A serviceable mind is clear seeing.

We concentrate our mind and settle our mind in zazen.  We do this not to get somewhere, a certain state, but to avail ourselves of the most useful and serviceable mind possible in order to live our lives and help others.  I’ve had a deeper understanding of this recently. 

It was very hard for me to let go of the idea that I was going somewhere in zazen.  I was very attached to special states:
1.    Rapture and energetic bliss states
2.    Luminousity
3.    Profound silence
These are but by-products of concentration.  They are very inspiring, but also, simply, part of the landscape that flows past us as we sit.  But they are not “it”.  What does the Sandokai say, “Merging with emptiness is still not enlightenment”.  Just as we don’t cling to anything, we let go too of these special states. What emerges, then, is a pliant and fluid mind that receives everything, beyond our speculations of good or bad, right or wrong, special or ordinary.  We receive and manifest our life in simplicity.  Some of the Tibetan teachers say,  “It's so easy and simple, you just can’t believe it.”   In this simplicity, the special states can come back to us as a continuous sense of awe.  But this awe is grounded in our actual karmic lives as human beings.

What are we doing when we concentrate, then?  It is clearing up our minds so that our non-reactive awareness is strong, still, and open.  So much so, that we can actually experience the present moment “as it is” in its full vitality without commentary.  “As it is”, means, to be completely one with the particulars of the passing landscape as they arise.  And because our minds are concentrated, we can fully, clearly see the present arising.  Ironically, as we see it, it is also gone.

Katagiri Roshi writes of zazen: “To live our lives fully from moment to moment, we must learn to settle into the vast openness of the sky.  This is zazen.  We see both sides of every experience – enlightenment and delusion.  Real zazen is when our bodies and minds are completely balanced.  Just try to be right in the middle of the world.”

Here is a poem by Ryokan, the 18th century Zen priest/poet that illustrates how the sacred becomes ordinary, the life of our 24 hours, with my commentary in parentheses.

Carrying firewood on my shoulder
(This is exactly our daily life, the task in front of us to do, the mundane details and chores of life itself)
I walk in the green mountains along bumpy roads
(Our journey in life has many vicissitudes, up and down, success and failure, bumpy, indeed!)
I stop to rest under a tall pine;
(ah, the sacred pause.  The surrender of our false sense of control that brings relaxation)
Sitting quietly, I listen to the spring song of the birds.
(This is clear seeing and hearing.  Permeating seeing and hearing and manifesting as nirvana.)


- INSTRUCTIONS FOR THE TASK: Copy each line below that has "production".

........

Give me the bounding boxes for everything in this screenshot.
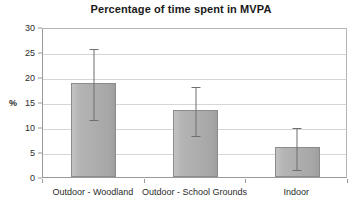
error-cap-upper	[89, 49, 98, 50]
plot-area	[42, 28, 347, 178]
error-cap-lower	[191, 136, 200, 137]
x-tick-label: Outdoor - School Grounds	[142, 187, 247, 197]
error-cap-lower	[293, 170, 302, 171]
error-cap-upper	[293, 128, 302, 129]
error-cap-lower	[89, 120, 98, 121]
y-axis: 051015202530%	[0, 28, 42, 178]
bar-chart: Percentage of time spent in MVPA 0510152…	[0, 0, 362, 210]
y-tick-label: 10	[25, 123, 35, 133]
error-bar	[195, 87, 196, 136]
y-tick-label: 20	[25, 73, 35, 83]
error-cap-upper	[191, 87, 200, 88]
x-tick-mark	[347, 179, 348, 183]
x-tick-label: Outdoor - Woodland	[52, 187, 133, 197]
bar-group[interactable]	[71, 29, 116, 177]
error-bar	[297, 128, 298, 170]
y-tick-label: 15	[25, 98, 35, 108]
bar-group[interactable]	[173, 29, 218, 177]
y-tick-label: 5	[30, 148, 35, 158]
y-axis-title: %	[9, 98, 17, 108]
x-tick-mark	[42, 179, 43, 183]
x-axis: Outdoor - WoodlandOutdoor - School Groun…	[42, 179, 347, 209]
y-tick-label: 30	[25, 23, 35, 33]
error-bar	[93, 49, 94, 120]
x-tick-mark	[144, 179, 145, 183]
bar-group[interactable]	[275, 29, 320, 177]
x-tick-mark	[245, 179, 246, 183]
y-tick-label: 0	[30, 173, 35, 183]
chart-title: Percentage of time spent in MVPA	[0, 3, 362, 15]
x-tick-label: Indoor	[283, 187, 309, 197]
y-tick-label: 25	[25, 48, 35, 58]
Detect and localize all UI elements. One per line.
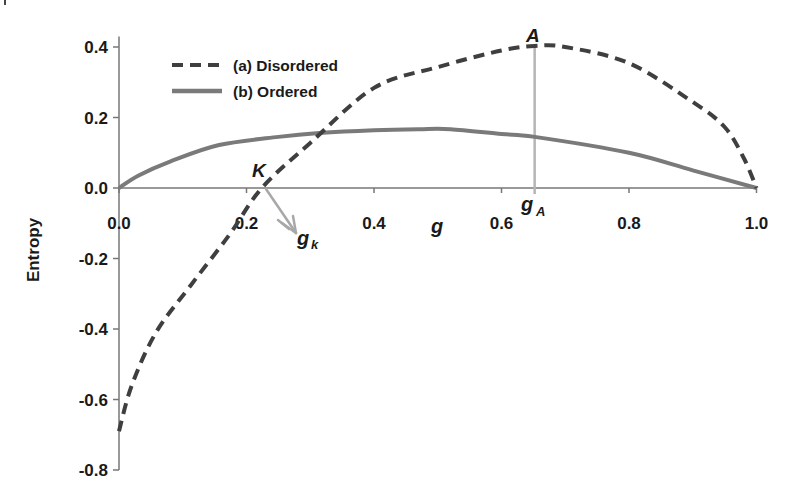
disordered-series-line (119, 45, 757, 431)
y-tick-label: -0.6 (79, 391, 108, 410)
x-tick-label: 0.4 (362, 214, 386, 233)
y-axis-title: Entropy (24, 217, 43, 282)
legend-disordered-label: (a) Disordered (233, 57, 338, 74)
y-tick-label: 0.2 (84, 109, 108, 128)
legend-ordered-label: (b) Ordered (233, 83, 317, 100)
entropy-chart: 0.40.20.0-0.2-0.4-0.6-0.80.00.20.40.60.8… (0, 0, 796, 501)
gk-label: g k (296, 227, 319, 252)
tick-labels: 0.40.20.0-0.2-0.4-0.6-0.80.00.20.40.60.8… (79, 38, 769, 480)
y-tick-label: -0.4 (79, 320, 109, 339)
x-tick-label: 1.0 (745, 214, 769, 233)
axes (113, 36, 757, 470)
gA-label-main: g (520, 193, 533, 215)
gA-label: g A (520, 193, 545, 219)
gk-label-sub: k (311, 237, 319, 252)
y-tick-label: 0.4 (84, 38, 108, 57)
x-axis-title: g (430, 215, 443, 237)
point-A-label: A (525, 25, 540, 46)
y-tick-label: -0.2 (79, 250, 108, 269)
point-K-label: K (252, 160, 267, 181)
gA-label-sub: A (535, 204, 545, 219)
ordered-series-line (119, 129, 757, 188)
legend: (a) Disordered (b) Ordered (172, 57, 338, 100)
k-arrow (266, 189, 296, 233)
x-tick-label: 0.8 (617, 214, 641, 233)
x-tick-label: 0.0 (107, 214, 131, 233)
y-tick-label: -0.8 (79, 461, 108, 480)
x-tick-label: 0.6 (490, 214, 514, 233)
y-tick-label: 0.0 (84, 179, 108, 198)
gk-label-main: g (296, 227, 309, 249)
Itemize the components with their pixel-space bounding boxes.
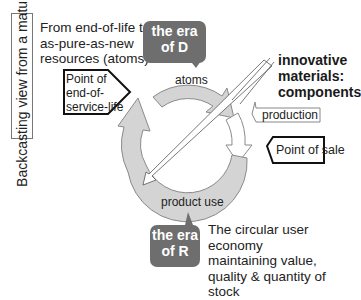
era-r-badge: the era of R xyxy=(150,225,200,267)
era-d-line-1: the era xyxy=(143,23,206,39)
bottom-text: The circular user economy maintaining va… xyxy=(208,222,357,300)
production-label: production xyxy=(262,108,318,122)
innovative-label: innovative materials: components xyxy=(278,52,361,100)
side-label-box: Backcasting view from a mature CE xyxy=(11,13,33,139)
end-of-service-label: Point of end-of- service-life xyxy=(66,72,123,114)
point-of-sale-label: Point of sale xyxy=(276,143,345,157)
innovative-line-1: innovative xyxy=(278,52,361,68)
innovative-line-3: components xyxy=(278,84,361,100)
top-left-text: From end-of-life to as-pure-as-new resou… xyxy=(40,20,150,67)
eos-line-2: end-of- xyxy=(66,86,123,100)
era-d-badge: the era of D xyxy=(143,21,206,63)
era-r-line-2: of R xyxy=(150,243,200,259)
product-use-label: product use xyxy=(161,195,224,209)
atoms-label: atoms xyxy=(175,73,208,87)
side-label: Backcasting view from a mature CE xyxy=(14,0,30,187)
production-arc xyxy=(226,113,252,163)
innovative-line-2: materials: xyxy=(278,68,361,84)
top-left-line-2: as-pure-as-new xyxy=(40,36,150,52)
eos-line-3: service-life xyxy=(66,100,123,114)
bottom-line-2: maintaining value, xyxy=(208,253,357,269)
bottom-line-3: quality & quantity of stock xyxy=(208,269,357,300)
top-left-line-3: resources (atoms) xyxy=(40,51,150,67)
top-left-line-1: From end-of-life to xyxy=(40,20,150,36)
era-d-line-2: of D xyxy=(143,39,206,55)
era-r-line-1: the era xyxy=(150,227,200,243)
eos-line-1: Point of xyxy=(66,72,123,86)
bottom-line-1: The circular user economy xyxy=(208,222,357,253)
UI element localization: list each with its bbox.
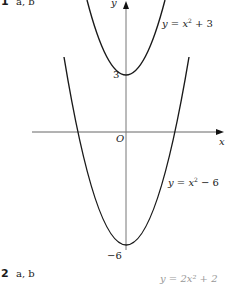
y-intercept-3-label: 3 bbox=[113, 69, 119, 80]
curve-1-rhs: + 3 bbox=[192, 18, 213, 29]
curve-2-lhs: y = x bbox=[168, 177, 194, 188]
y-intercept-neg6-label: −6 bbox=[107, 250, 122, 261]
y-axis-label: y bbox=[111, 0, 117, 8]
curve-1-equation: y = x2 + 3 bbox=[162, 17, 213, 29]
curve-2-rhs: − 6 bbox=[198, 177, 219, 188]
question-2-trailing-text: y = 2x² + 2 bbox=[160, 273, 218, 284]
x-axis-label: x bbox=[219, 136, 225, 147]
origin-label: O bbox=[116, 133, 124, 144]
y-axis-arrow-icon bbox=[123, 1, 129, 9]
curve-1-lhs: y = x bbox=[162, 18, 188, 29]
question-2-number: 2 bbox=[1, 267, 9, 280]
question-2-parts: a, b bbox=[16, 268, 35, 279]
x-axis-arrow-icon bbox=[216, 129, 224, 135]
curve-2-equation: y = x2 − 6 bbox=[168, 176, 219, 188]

........

- SOLUTION TO THIS EXERCISE:
production-label: production xyxy=(262,108,318,122)
production-arc xyxy=(226,113,252,163)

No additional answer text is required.